When President Trump speaks, markets listen. And when he talks nuclear energy at the World Economic Forum, uranium stocks apparently go vertical.
Nuclear energy stocks climbed Wednesday morning after President Donald Trump delivered a forceful endorsement of atomic power at the 2026 World Economic Forum in Davos. Trump positioned nuclear as the clean energy solution that could actually work, framing it as the reliable backbone needed to support America's manufacturing revival and AI expansion.
"We're very much into the world of nuclear energy," Trump told the global audience gathered in Switzerland.
The president wasn't subtle about his energy preferences. He contrasted nuclear power's reliability and efficiency with what he called the "unreliable" renewables sector, specifically targeting wind and solar as expensive and wasteful alternatives that can't deliver consistent power when you need it most.
This wasn't just rhetoric. Trump's Davos comments built on concrete policy moves, including recent executive orders designed to streamline nuclear reactor licensing and accelerate the deployment of small modular reactors. The goal is ambitious: position the United States as a global energy superpower, with nuclear at the center of that strategy.
How Nuclear Stocks Responded
Investors didn't waste time parsing the implications. Pure-play nuclear and uranium stocks rallied immediately as traders positioned for a nuclear-friendly policy environment.
The small modular reactor developers led the charge. Oklo, Inc. (OKLO), Nano Nuclear Energy, Inc. (NNE), and NuScale Power Corp. (SMR) all spiked as Trump's endorsement validated the SMR thesis. These companies are pioneering next-generation nuclear technology that promises to be safer, cheaper, and faster to deploy than traditional large-scale reactors.
Uranium miners also caught a bid. Uranium Energy Corp. (UEC) and Cameco Corp. (CCJ) surged as the administration's push to build a domestic nuclear fuel supply chain suddenly looked very real. If America is going nuclear in a big way, someone needs to supply the uranium.
The buying spree extended across the nuclear complex. EnCore Energy Corp. (EU), Ur Energy Inc. (URG), Lightbridge Corp. (LTBR), Nexgen Energy Ltd. (NXE), Uranium Royalty Corp. (UROY), and Terrestrial Energy Inc. (IMSR) all moved higher on the news.
The Bigger Picture
Trump's nuclear cheerleading was part of a broader economic message aimed at the Davos crowd. He painted the United States as the indispensable economic powerhouse that drives global growth.
"The USA is the economic engine on the planet," Trump declared. "You all follow us down, and you follow us up."
The broader market seemed to agree with his optimism, at least for Wednesday. All three major indexes traded in the green, recovering some of Tuesday's losses. The SPDR S&P 500 (SPY) climbed 0.32%, while the Invesco QQQ Trust (QQQ), which tracks the Nasdaq 100, gained 0.1%.
The real question now is whether Trump's nuclear ambitions translate into sustained policy support and actual reactor construction. For nuclear bulls, Wednesday's rally was just the beginning of a multi-year uranium supercycle. For skeptics, it's another example of stocks getting ahead of reality. Either way, the nuclear sector just got the highest-profile endorsement imaginable.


• Problem requirements
The records below are to be restated word for word, with every picture left out.

START Data provided

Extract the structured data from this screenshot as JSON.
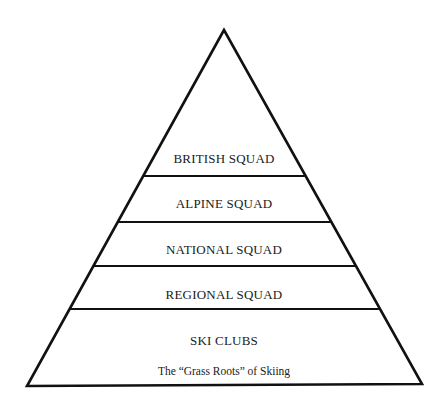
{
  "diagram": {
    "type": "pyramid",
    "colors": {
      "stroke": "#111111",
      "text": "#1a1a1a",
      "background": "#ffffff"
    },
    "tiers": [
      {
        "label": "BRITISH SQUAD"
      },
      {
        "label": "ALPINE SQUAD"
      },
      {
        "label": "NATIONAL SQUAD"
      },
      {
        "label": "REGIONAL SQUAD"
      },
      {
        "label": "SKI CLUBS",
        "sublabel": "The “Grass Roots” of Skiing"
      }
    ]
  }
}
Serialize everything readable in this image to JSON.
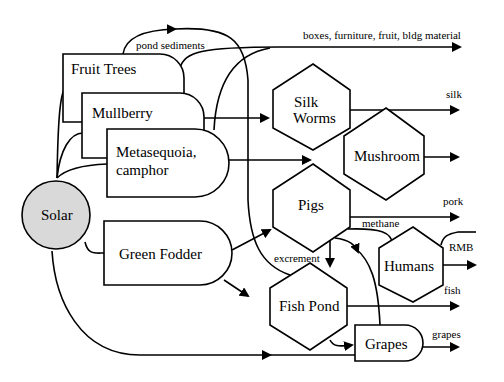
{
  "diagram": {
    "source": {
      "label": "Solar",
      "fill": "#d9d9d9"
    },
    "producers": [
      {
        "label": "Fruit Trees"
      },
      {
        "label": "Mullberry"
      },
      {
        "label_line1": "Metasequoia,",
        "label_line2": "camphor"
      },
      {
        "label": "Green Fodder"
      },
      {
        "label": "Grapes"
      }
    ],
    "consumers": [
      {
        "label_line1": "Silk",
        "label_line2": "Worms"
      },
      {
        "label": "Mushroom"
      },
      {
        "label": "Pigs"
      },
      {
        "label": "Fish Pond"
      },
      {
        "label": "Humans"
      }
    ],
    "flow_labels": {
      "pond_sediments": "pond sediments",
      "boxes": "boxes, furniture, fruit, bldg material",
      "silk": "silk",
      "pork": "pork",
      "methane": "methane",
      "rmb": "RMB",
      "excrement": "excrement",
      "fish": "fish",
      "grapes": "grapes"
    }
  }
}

END Data provided

• Exercise response
Extract the structured data from this screenshot as JSON.
{
  "diagram": {
    "type": "pyramid",
    "colors": {
      "stroke": "#111111",
      "text": "#1a1a1a",
      "background": "#ffffff"
    },
    "tiers": [
      {
        "label": "BRITISH SQUAD"
      },
      {
        "label": "ALPINE SQUAD"
      },
      {
        "label": "NATIONAL SQUAD"
      },
      {
        "label": "REGIONAL SQUAD"
      },
      {
        "label": "SKI CLUBS",
        "sublabel": "The “Grass Roots” of Skiing"
      }
    ]
  }
}
Serialize everything readable in this image to JSON.
{
  "diagram": {
    "source": {
      "label": "Solar",
      "fill": "#d9d9d9"
    },
    "producers": [
      {
        "label": "Fruit Trees"
      },
      {
        "label": "Mullberry"
      },
      {
        "label_line1": "Metasequoia,",
        "label_line2": "camphor"
      },
      {
        "label": "Green Fodder"
      },
      {
        "label": "Grapes"
      }
    ],
    "consumers": [
      {
        "label_line1": "Silk",
        "label_line2": "Worms"
      },
      {
        "label": "Mushroom"
      },
      {
        "label": "Pigs"
      },
      {
        "label": "Fish Pond"
      },
      {
        "label": "Humans"
      }
    ],
    "flow_labels": {
      "pond_sediments": "pond sediments",
      "boxes": "boxes, furniture, fruit, bldg material",
      "silk": "silk",
      "pork": "pork",
      "methane": "methane",
      "rmb": "RMB",
      "excrement": "excrement",
      "fish": "fish",
      "grapes": "grapes"
    }
  }
}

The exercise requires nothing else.